By:Taylor Jenkins Reid

“What do you mean, no?” Celia said.

“You’re not going down there,” John said. “You can’t. None of us can.”

“Of course I can,” she said, looking to me to back her up.

“Sorry,” I said, giving her the cigarette back. “I’m with John on this.”

“Harry?” she said, hoping to make one final successful plea.

Harry shook his head. “We go down there, all we do is attract attention away from the cause and toward us. The story becomes about whether we’re homosexuals and not about the rights of homosexuals.”

Celia put the cigarette to her lips and inhaled. She had a sour look on her face as she blew the smoke into the air. “So what do we do, then? We can’t sit here and do nothing. We can’t let them fight our fight for us.”

“We give them what we have and they don’t,” Harry said.

“Money,” I said, following his train of thought.

John nodded. “I’ll call Peter. He’ll know how we can fund them. He’ll know who needs resources.”

“We should have been doing that all along,” Harry said. “So let’s just do it from now on. No matter what happens tonight. No matter what course this fight takes. Let’s just decide here and now that our job is to fund.”

“I’m in,” I said.

“Yeah.” John nodded. “Of course.”

“OK,” Celia said. “If you’re sure that’s the way we can do the most good.”

“It is,” Harry said. “I’m sure of it.”

We started filtering money privately that day, and I’ve continued to do so the rest of my life.

In the pursuit of a great cause, I think people can be of service in a number of different ways. I always felt that my way was to make a lot of money and then channel it to the groups that needed it. It’s a bit self-serving, that logic. I know that. But because of who I was, because of the sacrifices I made to hide parts of myself, I was able to give more money than most people ever see in their entire lifetime. I am proud of that.

But it does not mean I wasn’t conflicted. And of course, a lot of the time, that ambivalence was even more personal than it was political.

I knew it was imperative that I hide, and yet I did not believe I should have to. But accepting that something is true isn’t the same as thinking that it is just.

Celia won her second Oscar in 1970, for her role as a woman who cross-dresses to serve as a World War I soldier in the film Our Men.

I could not be in Los Angeles with her that night, because I was shooting Jade Diamond in Miami. I was playing a prostitute living in the same apartment as a drunk. But Celia and I both knew that even if I had been free as a bird, I could not go to the Academy Awards on her arm.

That evening, Celia called me after she was home from the ceremony and all the parties.

I screamed into the phone. I was so happy for her. “You’ve done it,” I said. “Twice now you’ve done it!”

“Can you believe it?” she said. “Two of them.”
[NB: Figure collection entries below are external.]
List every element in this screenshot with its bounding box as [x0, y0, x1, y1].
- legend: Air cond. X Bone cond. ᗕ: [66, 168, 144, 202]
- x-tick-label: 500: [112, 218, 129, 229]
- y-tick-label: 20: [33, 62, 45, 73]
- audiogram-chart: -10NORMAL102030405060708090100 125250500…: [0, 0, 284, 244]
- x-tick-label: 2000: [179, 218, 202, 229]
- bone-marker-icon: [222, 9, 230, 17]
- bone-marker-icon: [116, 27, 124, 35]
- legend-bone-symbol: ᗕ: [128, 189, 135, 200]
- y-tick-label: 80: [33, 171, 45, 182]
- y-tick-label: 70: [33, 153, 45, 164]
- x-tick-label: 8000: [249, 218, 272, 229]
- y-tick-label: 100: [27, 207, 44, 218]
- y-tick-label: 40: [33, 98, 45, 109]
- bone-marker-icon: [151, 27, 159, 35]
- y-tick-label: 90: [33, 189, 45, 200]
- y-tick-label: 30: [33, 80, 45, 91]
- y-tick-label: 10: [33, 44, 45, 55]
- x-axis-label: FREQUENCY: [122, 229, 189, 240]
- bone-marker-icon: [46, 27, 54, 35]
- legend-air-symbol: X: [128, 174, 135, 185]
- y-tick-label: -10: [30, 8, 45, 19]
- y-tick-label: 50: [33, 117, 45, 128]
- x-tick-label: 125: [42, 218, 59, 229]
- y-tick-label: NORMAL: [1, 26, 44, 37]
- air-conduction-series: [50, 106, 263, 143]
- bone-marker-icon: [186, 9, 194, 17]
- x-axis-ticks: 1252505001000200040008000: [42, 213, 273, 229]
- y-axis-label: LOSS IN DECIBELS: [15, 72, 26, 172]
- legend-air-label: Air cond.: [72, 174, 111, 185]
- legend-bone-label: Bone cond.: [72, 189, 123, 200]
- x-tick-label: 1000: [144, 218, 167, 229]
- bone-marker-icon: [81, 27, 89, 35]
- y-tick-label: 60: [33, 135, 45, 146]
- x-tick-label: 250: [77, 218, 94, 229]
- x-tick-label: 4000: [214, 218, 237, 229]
“You deserve them. The whole world should be giving you an Oscar every day, as far as I’m concerned.”

“I wish you were here,” she said petulantly. I could tell she’d been drinking. I would have been drinking, too, if I’d been in her position. But I was irritated that she had to make things so difficult. I wanted to be there. Didn’t she know that? Didn’t she know that I couldn’t be there? And that it killed me? Why did it always have to be about what all of this felt like for her?

“I wish I was, too,” I told her. “But it’s better this way. You know that.”

“Ah, yes. So that people won’t know you’re a lesbian.”

I hated being called a lesbian. Not because I thought there was anything wrong with loving a woman, mind you. No, I’d come to terms with that a long time ago. But Celia only saw things in black and white. She liked women and only women. And I liked her. And so she often denied the rest of me.

She liked to ignore the fact that I had truly loved Don Adler once. She liked to ignore the fact that I had made love to men and enjoyed it. She liked to ignore it until the very moment she decided to be threatened by it. That seemed to be her pattern. I was a lesbian when she loved me and a straight woman when she hated me.

People were just starting to talk about the idea of bisexuality, but I’m not sure I even understood that the word referred to me then. I wasn’t interested in finding a label for what I already knew. I loved men. I loved Celia. I was OK with that.

“Celia, stop it. I’m sick of this conversation. You’re being a brat.”